Ask fifty people (which I did, at least) and you’ll probably get fifty different answers (which I did, at least). Working out the best 20 is not really easier; in fact it may be even harder.

Public Enemy

Any list like this quickly runs into the usual problems, not least of which is defining what “best” actually means. Most commercially successful? Most influential? Most critically revered? You have to settle on something and in the end a mix of influential, groundbreaking and timeless seemed right – with a bias towards innovative and game-changing rather than albums that sold the most units, if only to avoid MC Hammer making the list.

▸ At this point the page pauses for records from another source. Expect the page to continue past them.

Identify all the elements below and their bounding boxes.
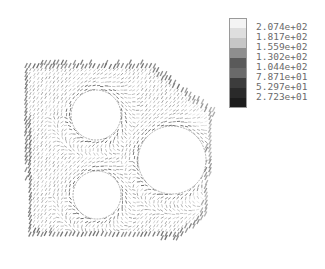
- hole-boundary: [138, 126, 206, 194]
- legend-swatch: [229, 48, 247, 58]
- legend-swatch: [229, 58, 247, 68]
- legend-swatch: [229, 38, 247, 48]
- legend-swatch: [229, 18, 247, 28]
- legend-row: 2.074e+02: [229, 18, 325, 28]
- legend-row: 1.817e+02: [229, 28, 325, 38]
- legend-swatch: [229, 28, 247, 38]
- hole-boundary: [71, 90, 121, 140]
- legend-row: 1.044e+02: [229, 58, 325, 68]
- legend-swatch: [229, 88, 247, 98]
- legend-swatch: [229, 78, 247, 88]
- legend-row: [229, 98, 325, 108]
- legend-row: 1.559e+02: [229, 38, 325, 48]
- legend-row: 7.871e+01: [229, 68, 325, 78]
- legend-row: 5.297e+01: [229, 78, 325, 88]
- legend-swatch: [229, 68, 247, 78]
- legend-row: 1.302e+02: [229, 48, 325, 58]
- hole-boundary: [73, 171, 121, 219]
- legend-swatch: [229, 98, 247, 108]
- legend-row: 2.723e+01: [229, 88, 325, 98]
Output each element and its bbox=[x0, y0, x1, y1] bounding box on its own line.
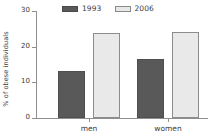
x-axis-line bbox=[34, 118, 208, 119]
x-tick-label-women: women bbox=[154, 124, 181, 133]
y-tick-label-20: 20 bbox=[21, 42, 30, 50]
bar-men-2006 bbox=[93, 33, 120, 118]
y-tick-label-30: 30 bbox=[21, 6, 30, 14]
y-axis-label: % of obese individuals bbox=[0, 0, 12, 138]
x-tick-men bbox=[89, 118, 90, 122]
bar-women-2006 bbox=[172, 32, 199, 118]
bar-men-1993 bbox=[58, 71, 85, 118]
y-tick-label-10: 10 bbox=[21, 77, 30, 85]
y-axis-line bbox=[36, 11, 37, 118]
x-tick-label-men: men bbox=[81, 124, 98, 133]
y-tick-30: 30 bbox=[32, 11, 36, 12]
bar-women-1993 bbox=[137, 59, 164, 118]
y-tick-0: 0 bbox=[32, 118, 36, 119]
x-tick-women bbox=[168, 118, 169, 122]
bar-chart: 1993 2006 % of obese individuals 30 20 1… bbox=[0, 0, 210, 138]
plot-area: 30 20 10 0 men women bbox=[36, 11, 208, 118]
y-tick-label-0: 0 bbox=[26, 113, 30, 121]
y-tick-10: 10 bbox=[32, 82, 36, 83]
y-tick-20: 20 bbox=[32, 47, 36, 48]
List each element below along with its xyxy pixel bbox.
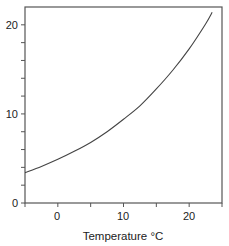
plot-area bbox=[21, 7, 222, 207]
plot-frame bbox=[25, 7, 222, 203]
x-axis-title: Temperature °C bbox=[83, 230, 164, 242]
data-line bbox=[25, 12, 212, 172]
x-tick-label-0: 0 bbox=[54, 210, 60, 222]
y-tick-label-10: 10 bbox=[6, 108, 18, 120]
y-tick-label-20: 20 bbox=[6, 19, 18, 31]
y-tick-label-0: 0 bbox=[12, 197, 18, 209]
x-tick-label-20: 20 bbox=[183, 210, 195, 222]
x-tick-label-10: 10 bbox=[117, 210, 129, 222]
chart: 0 10 20 0 10 20 Temperature °C bbox=[0, 0, 229, 246]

So although Eminem, Kanye and Jay Z are here, it’s because those albums represent new twists, phases or sounds in the genre – or because they were just hands-down amazing – rather than any multi-platinum status. Note too that these ‘mainstream’ artists sit along a string of albums that were never commercially successful, but whose influence far surpassed their mainstream acceptance.

Another criteria was to try represent the evolution of the genre from inception (or thereabouts, since it was singles-based for many years) up to the present day. It would have been relatively easy to choose 15 amazing albums made between 1989 and 1994 (the Golden Era). But stretching the list across the longer history of rap seemed more of a challenge as well as more interesting (I’ve arranged the records in chronological order to underline this ‘evolutionary’ aspect).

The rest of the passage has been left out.